Inside Yahoo!
The first sign that the game had changed for Yahoo! Inc. (YHOO ) came just days after its stock hit an all-time high--of $237.50. On Friday, Jan. 7, 2000, when Yahoo's staff was winding down for the weekend, a phone call came in to the third-floor executive cubicles. On the other line: an investment banker with a juicy tip that chief rival America Online Inc. (AOL ) was about to buy old-media giant Time Warner Inc., a deal that ultimately went through for $85 billion in stock. The move would rearrange the planets in the media universe--and rock Yahoo's world.
The next morning, CEO Timothy A. Koogle, President Jeffrey Mallett, and co-founder Jerry Yang held a council of war in a purple-and-yellow conference room at the company's Santa Clara (Calif.) headquarters. Should Yahoo stick to its guns and remain an independent assembler of news and entertainment supplied by others? Or should it take advantage of its $110 billion market cap to make an old-media purchase of its own? Koogle favored staying the course, saying Yahoo had a better chance of lining up quality content if it teamed with all comers instead of buying one big media company. Mallett said later that he was "torn." After four hours, a pot of Koogle's bitter coffee, and umpteen squiggles on the white board, the trio reached consensus: They would not follow AOL's lead. All of Yahoo's chips would remain on the Net.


The problem: Pull every line that includes the word "their" out of the data below and copy it.

>>

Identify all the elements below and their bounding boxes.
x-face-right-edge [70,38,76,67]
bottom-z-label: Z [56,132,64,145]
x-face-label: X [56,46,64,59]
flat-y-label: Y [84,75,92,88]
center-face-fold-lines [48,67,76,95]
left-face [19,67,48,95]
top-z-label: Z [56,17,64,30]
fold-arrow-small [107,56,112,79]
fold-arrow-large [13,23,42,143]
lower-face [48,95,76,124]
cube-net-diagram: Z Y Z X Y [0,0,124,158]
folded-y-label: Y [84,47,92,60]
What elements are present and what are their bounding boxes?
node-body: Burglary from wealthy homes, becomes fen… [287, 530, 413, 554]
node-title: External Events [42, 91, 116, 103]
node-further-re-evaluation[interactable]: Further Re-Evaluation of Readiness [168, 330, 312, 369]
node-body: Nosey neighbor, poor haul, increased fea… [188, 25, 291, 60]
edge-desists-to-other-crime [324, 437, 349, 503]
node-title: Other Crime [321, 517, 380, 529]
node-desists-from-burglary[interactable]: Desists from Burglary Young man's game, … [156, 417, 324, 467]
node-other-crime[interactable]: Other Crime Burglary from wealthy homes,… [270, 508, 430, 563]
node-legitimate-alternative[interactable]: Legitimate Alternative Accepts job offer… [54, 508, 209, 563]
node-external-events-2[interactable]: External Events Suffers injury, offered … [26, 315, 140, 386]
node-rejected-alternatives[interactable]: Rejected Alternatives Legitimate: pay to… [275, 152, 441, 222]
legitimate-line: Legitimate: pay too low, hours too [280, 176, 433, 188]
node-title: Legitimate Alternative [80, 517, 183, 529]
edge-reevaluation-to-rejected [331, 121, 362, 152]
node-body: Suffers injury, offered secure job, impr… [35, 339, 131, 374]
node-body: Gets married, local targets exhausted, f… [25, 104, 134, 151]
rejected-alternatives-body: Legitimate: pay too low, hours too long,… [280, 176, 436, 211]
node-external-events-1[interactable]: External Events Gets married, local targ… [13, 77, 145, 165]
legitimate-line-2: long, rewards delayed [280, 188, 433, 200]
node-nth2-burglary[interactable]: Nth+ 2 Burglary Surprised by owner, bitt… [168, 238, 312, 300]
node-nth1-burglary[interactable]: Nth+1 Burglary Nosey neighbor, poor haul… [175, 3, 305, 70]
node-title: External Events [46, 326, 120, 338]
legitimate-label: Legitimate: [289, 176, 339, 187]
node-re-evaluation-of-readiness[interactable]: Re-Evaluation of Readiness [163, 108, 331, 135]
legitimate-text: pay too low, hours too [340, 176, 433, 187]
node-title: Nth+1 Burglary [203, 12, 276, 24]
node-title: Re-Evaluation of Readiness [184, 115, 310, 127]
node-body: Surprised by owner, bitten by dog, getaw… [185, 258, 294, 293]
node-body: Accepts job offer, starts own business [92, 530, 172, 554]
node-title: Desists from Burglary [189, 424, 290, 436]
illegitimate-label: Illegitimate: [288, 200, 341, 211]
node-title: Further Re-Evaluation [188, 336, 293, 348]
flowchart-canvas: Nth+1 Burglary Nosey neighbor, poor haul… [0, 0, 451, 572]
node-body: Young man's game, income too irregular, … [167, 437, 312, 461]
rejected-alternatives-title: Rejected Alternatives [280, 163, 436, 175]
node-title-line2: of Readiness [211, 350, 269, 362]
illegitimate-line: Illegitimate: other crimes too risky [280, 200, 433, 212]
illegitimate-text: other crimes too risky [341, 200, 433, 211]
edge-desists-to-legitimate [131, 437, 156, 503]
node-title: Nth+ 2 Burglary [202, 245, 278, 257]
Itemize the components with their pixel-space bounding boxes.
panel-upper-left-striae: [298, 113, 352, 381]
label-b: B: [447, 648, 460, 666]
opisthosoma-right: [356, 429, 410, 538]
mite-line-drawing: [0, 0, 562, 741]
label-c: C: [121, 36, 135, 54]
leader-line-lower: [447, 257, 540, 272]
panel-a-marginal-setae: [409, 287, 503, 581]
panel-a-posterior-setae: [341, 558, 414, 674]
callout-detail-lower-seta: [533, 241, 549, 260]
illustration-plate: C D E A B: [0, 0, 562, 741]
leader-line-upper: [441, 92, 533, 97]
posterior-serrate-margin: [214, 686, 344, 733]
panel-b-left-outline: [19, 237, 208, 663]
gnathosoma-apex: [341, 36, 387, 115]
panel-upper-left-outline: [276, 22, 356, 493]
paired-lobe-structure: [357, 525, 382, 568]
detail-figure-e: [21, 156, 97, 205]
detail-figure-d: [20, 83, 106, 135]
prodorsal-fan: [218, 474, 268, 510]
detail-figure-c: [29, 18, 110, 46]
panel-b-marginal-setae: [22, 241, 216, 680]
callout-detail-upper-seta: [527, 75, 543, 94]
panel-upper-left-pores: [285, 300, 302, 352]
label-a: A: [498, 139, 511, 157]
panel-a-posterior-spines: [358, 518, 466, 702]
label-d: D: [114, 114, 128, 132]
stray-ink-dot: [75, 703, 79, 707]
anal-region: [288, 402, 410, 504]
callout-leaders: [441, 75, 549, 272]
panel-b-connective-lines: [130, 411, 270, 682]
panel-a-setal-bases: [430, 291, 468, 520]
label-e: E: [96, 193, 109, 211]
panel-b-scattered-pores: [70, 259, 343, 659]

<<

Exercise output:
Identify all the elements below and their bounding boxes.
What elements are present and what are their bounding boxes?
Itemize the components with their pixel-space bounding boxes.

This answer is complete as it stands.